Tobey’s criticism of strategic patience isn’t the first. In 2010, it was criticized as “strategic passivity” and a “strategic blunder” among other things.  Many of these criticisms are based in the idea that by not actively engaging North Korea the United States is only allowing the problems with North Korea to grow and that it is not really addressing the root of the problem on the Korean peninsula, the strategic insecurity of North Korea. Of course, if Pyongyang was pursuing a highly enriched uranium program in secret while negotiating on its plutonium program, it raises questions about the ability of dialogue to contain the problem.

At the same time, critics have argued in the past that Pyongyang is open to negotiations because of its concerns about becoming increasingly dependent upon China. However, just because Pyongyang is open to dialogue, does not mean that the regime has the same goals and objectives for discussions. While Pyongyang may be uncomfortable with too great a reliance on China, and hence hopeful of eliciting U.S. and South Korean aid, that does not also mean that they are willing to give up their weapons programs. If North Korea has made the strategic decision to proceed with its program, no amount of dialogue and engagement may be successful.

In this context, the policy of strategic patience was put in place as an attempt to modify Pyongyang’s behavior.
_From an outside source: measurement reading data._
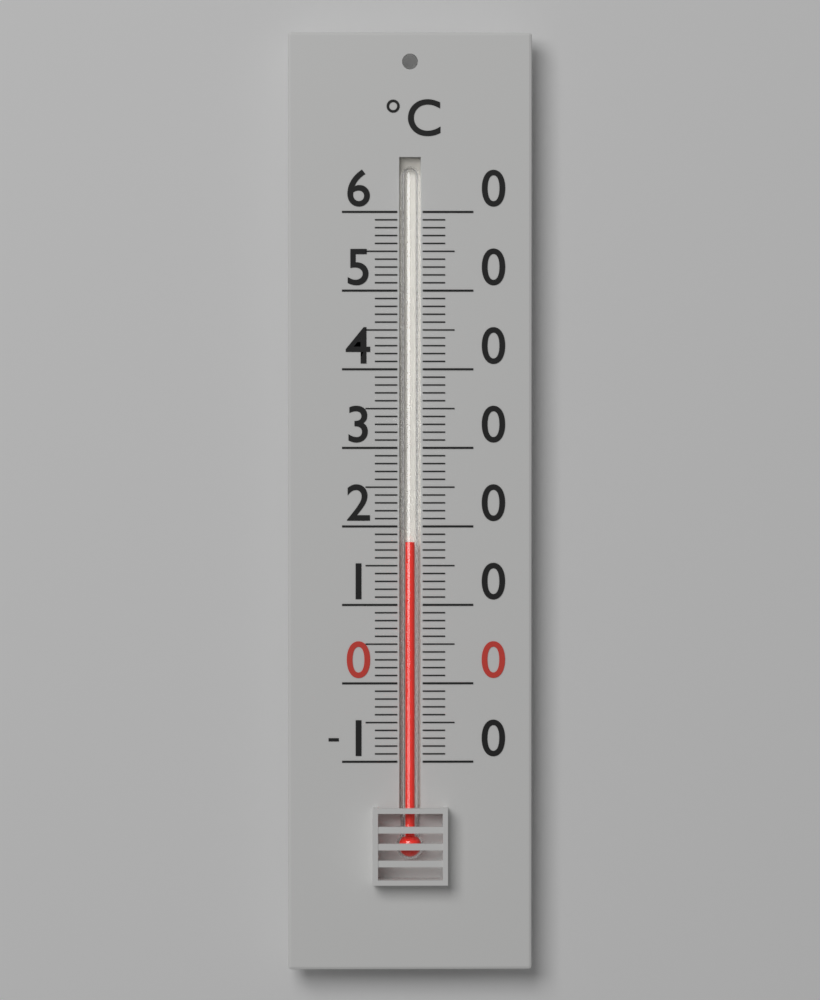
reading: 18 °C
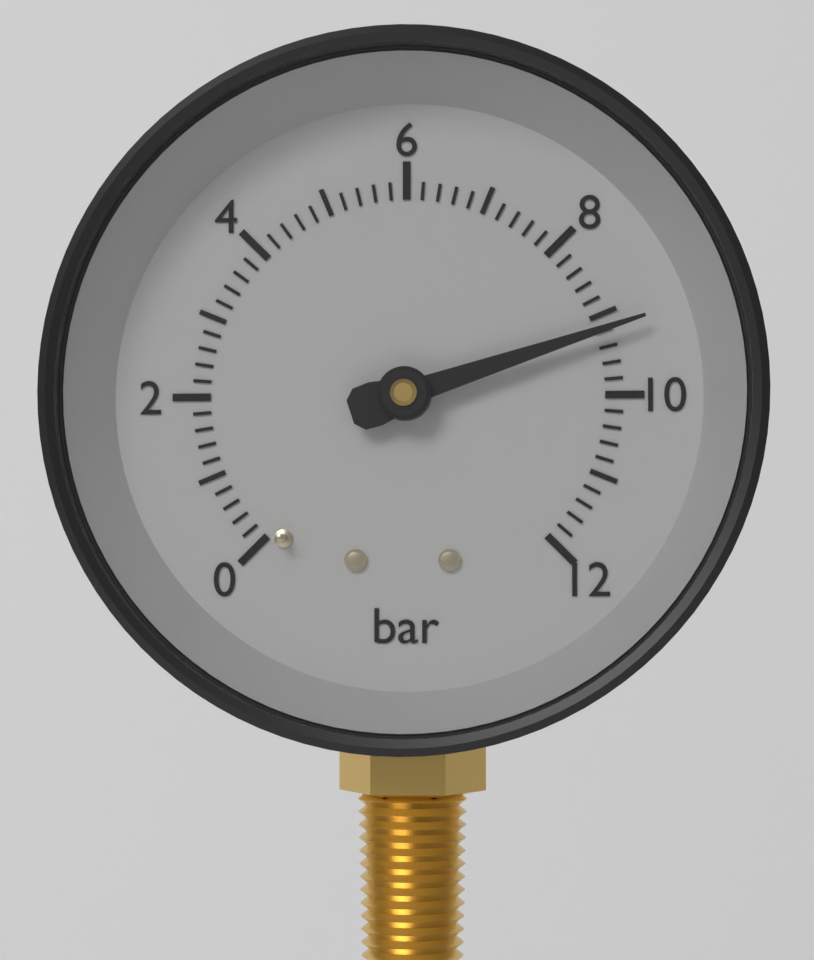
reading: 9.2 bar
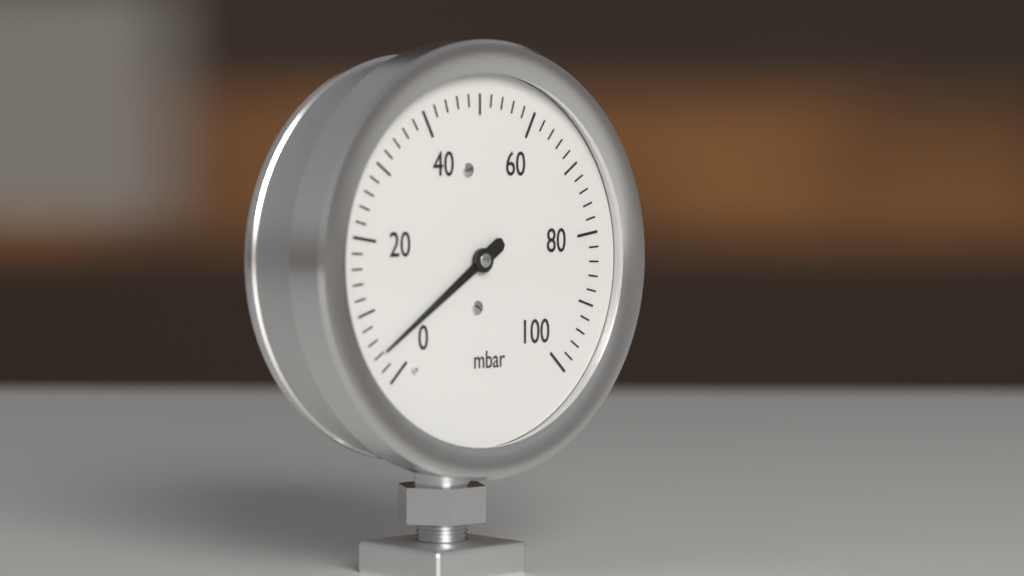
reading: 4 mbar
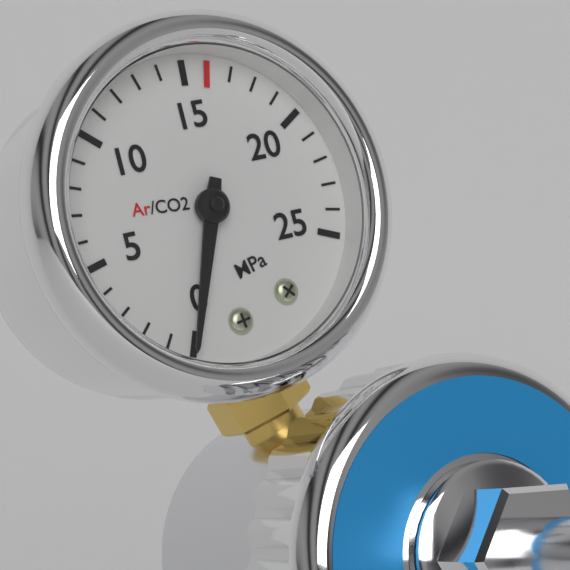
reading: 0 MPa
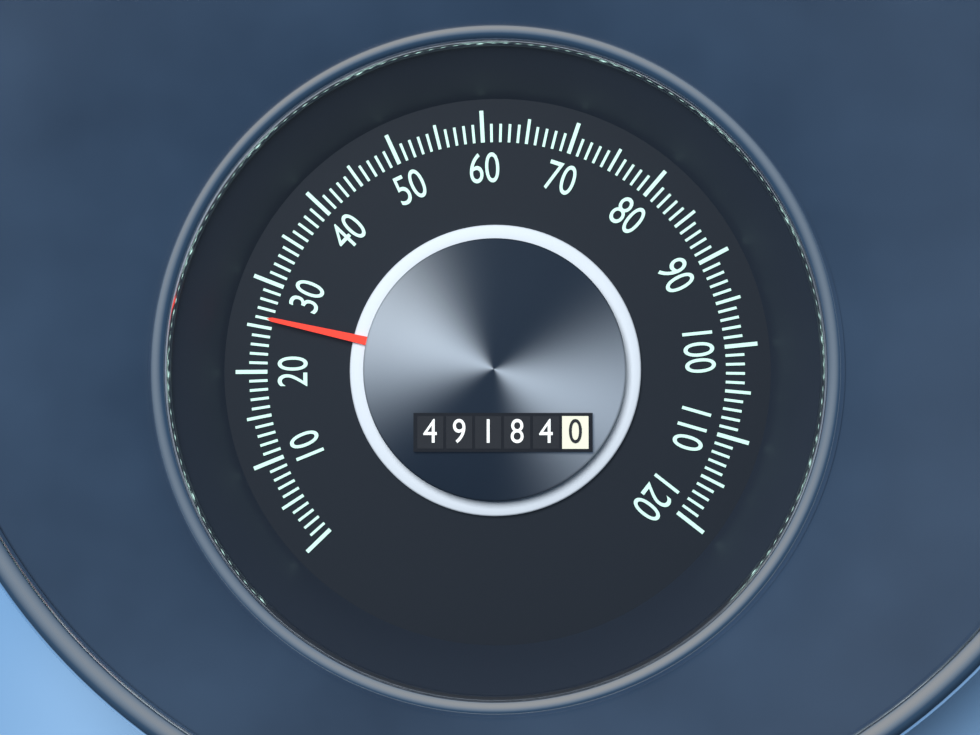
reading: 26 (no unit)
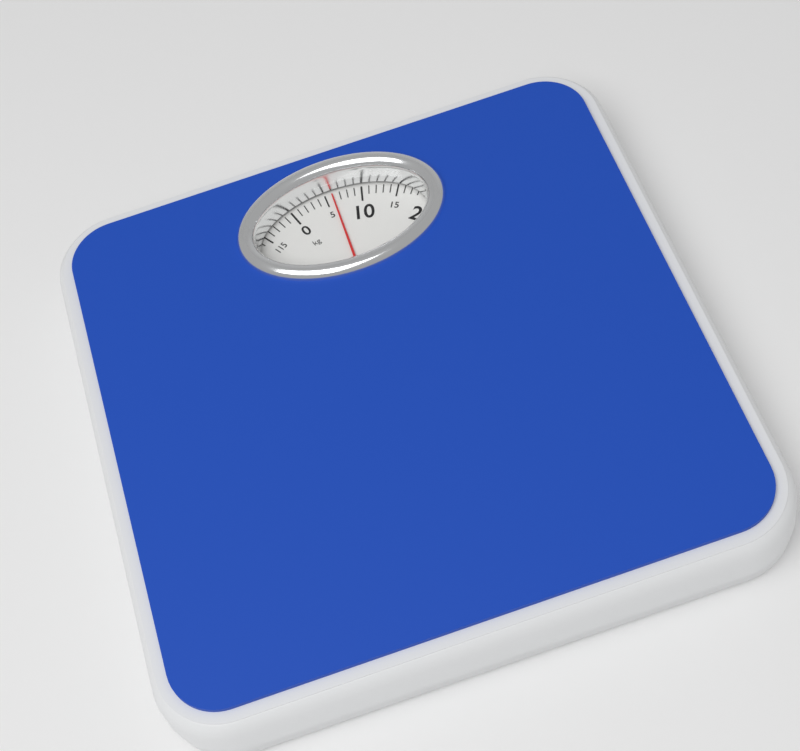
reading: 6 kg
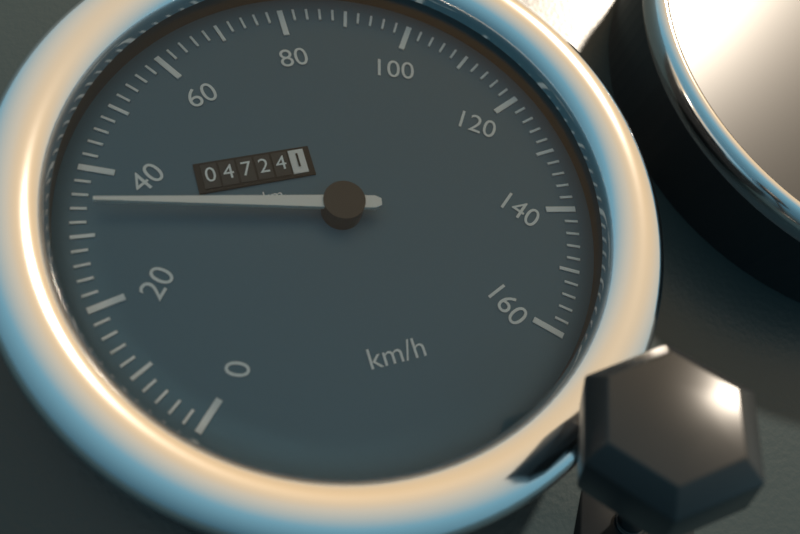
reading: 34 km/h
Or rather, to demonstrate that there would be no reward for North Korean provocations as in the past.

The administration’s policy of strategic patience was never designed to preclude negotiation with North Korea over its weapons programs. In fact, the United States held talks with North Korea in Geneva in 2011 that at the time seemed to lead nowhere due to concerns that Pyongyang was not seriously interested in denuclearization. Those talks, however, likely laid the groundwork for what became the “Leap Day” agreement in early 2012 when the administration reached out to the new regime in Pyongyang shortly after Kim Jong-il’s death. The agreement sought to establish a moratorium on North Korean missile tests, but was left stillborn by North Korea’s failed satellite launch later that April.

The real challenge for strategic patience is that it faces the same difficulty as the “Sunshine Policy” under progressive administrations in Seoul. Can the policy yield results before it loses the political support needed to be viable? For any policy of strategic patience to work, North Korea would have to engage in a series of provocations for which the administration did not respond with engagement. By seeking talks too soon after a provocation, the administration would run the risk of its engagement being seen as the same past attempts of offering concessions for promises of better behavior. Hence, to conclude that the policy has failed because North Korea engaged in a provocation is more a statement of the critics’ policy preference than a criticism of the actual policy’s weaknesses – the primary of which is arguably that the policy provides no active leverage to change North Korea’s behavior.

This means that any policy of strategic patience must be coupled with a policy of strategic ambiguity. Without uncertainty regarding if and how the United States will respond to provocations, it is unlikely that the calculus in Pyongyang will fundamentally change. Instead the risk, which critics would rightly point out, is that North Korea will merely conclude that a higher threshold of provocations is needed to achieve its goals. In essence, like the rest of North Korea’s economy, inflation will have set into its policy of nuclear blackmail.

In the end, whether strategic patience succeeds or fails, the United States faces few good options in dealing with North Korea. At the same time, while there are good reasons to engage North Korea when opportunities present themselves, negotiations should not be seen as an end in themselves. Negotiations are a tool, one which can be used by both sides. In the end, to succeed with North Korea there must be a willing partner in Pyongyang. Otherwise, negotiations could end up just being North Korea’s own version of strategic patience.

Troy Stangarone is the Senior Director for Congressional Affairs and Trade for the Korea Economic Institute. The views expressed here are his alone.

Photo from the Secretary of Defense’s photostream on flickr Creative Commons.